After More Than a Year in Russian Detention, Evan Gershkovich Is Finally Released
After being wrongfully detained by Russian security forces for more than a year on bogus espionage charges, Wall Street Journal reporter Evan Gershkovich has been released following a massive prisoner swap, the Journal confirmed on Thursday.
The swap—which also reportedly includes two dozen prisoners total from six countries, including former US Marine Paul Whelan and Russian-American Radio Free Europe editor Alsu Kurmasheva—comes as a major win for the Biden administration and advocates of press freedoms. The WSJ in particular kept Gershkovich’s wrongful detention front and center in the media throughout his detention, reminding the world that journalism is not a crime. Among those efforts were the hashtag #IStandWithEvan and a front page dedicated to Gershkovich on the first anniversary of his detention. The page was largely blank with the headline, “His story should be here.”
In a statement, President Biden called the exchange “a feat of diplomacy,” adding, “Some of these women and men have been unjustly held for years. All have endured unimaginable suffering and uncertainty. Today, their agony is over.”
Gershkovich’s family, and the families of some the other American hostages, joined Biden at the White House on Thursday afternoon to celebrate the news. “This is a very good afternoon,” Biden told reporters. He added that he and the families who joined him in person had just spoken to the newly-released Americans by phone from the Oval Office. “I told them, ‘welcome almost home,'” Biden said.
Biden added that Russia released 16 prisoners as part of the deal—including four Americans, five Germans, and seven Russian citizens who were political prisoners—and that eight Russians being held in the West were also being released.
In March 2023, members of Russia’s Federal Security Service—the country’s intelligence agency, also known as the FSB—detained Gershkovich while he was on a reporting assignment in the city of Yekaterinburg, according to the Journal. Gershkovich, whose parents fled the Soviet Union in the 1970s, had full press credentials from Russia’s foreign ministry and had reported from Moscow for Agence France Press and the Moscow Times before joining the Journal in January 2022. His arrest marked the first time an American journalist has been held on such charges in Russia since the end of the Cold War.
Russian officials never publicly presented evidence of their espionage claims against Gershkovich. Nonetheless, a Russian court last month sentenced him to 16 years in a Russian penal colony following what American officials described as a sham trial.
The Journal‘s editor-in-chief, Emma Tucker, celebrated the news in a post on X, calling Gershkovich’s release “a day of great joy and relief for Evan, his family, WSJ colleagues, and all those who campaigned so hard for his release. It is also a great day for press freedom.”
Tucker and Almar Latour, publisher of the Wall Street Journal Publisher and CEO of Dow Jones, credited “broad advocacy for his release around the world” for Gershkovich’s freedom. Gershkovich’s mother, father, and sister also thanked supporters in a statement, writing, “it’s hard to describe what today feels like. We can’t wait to give him the biggest hug and see his sweet and brave smile up close.”
The Committee to Protect Journalists CEO Jodie Ginsberg said in a statement that Gershkovich and Kurmasheva had been “detained and sentenced on spurious charges intended to punish them for their journalism and stifle independent reporting.”
“Their reported release is welcome,” Ginsberg continued, “but it does not change the fact that Russia continues to suppress a free press.” There are still over a dozen other journalists detained by Russia, according to the CPJ’s tracker, and, as of last December, more than 300 journalists are imprisoned around the world.
The Wall Street Journal did not immediately respond to a request for comment.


Search the records below for the word "icon" and show every line where it occurs.

---

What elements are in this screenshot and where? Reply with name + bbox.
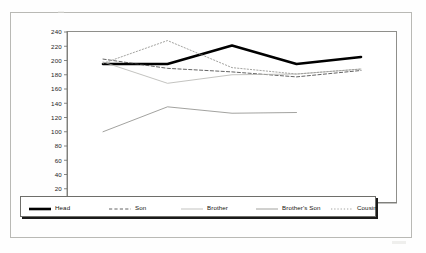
- y-tick-label: 120: [40, 114, 62, 121]
- scan-artifact: [58, 11, 64, 13]
- y-tick-label: 240: [40, 28, 62, 35]
- legend-item[interactable]: Brother: [181, 201, 228, 214]
- legend-swatch-icon: [181, 199, 203, 217]
- legend-swatch-icon: [109, 199, 131, 217]
- legend-label: Son: [135, 204, 146, 211]
- legend-label: Cousin: [357, 204, 377, 211]
- chart-legend: HeadSonBrotherBrother's SonCousin: [20, 196, 376, 217]
- legend-item[interactable]: Head: [29, 201, 70, 214]
- legend-label: Brother's Son: [282, 204, 321, 211]
- y-tick-label: 40: [40, 171, 62, 178]
- scanned-page: 020406080100120140160180200220240 21-252…: [0, 0, 426, 253]
- legend-swatch-icon: [331, 199, 353, 217]
- legend-label: Brother: [207, 204, 228, 211]
- y-tick-label: 100: [40, 128, 62, 135]
- y-tick-label: 140: [40, 100, 62, 107]
- legend-swatch-icon: [29, 199, 51, 217]
- y-tick-label: 180: [40, 71, 62, 78]
- series-line: [103, 46, 361, 65]
- y-tick-label: 160: [40, 85, 62, 92]
- scan-artifact: [392, 241, 406, 244]
- legend-item[interactable]: Brother's Son: [256, 201, 321, 214]
- series-line: [103, 107, 297, 132]
- y-tick-label: 220: [40, 43, 62, 50]
- y-tick-label: 80: [40, 142, 62, 149]
- y-tick-label: 60: [40, 157, 62, 164]
- y-tick-label: 20: [40, 185, 62, 192]
- legend-swatch-icon: [256, 199, 278, 217]
- legend-item[interactable]: Son: [109, 201, 146, 214]
- y-tick-label: 200: [40, 57, 62, 64]
- legend-item[interactable]: Cousin: [331, 201, 377, 214]
- legend-label: Head: [55, 204, 70, 211]
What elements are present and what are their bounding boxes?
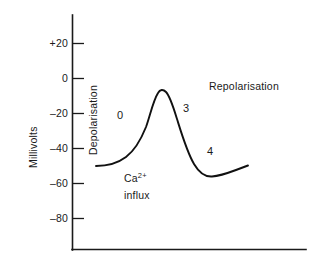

---

▸ Output for this exercise
- legend-swatch-icon: [181, 199, 203, 217]
- legend-swatch-icon: [109, 199, 131, 217]
- legend-swatch-icon: [331, 199, 353, 217]
- legend-swatch-icon: [29, 199, 51, 217]
- legend-swatch-icon: [256, 199, 278, 217]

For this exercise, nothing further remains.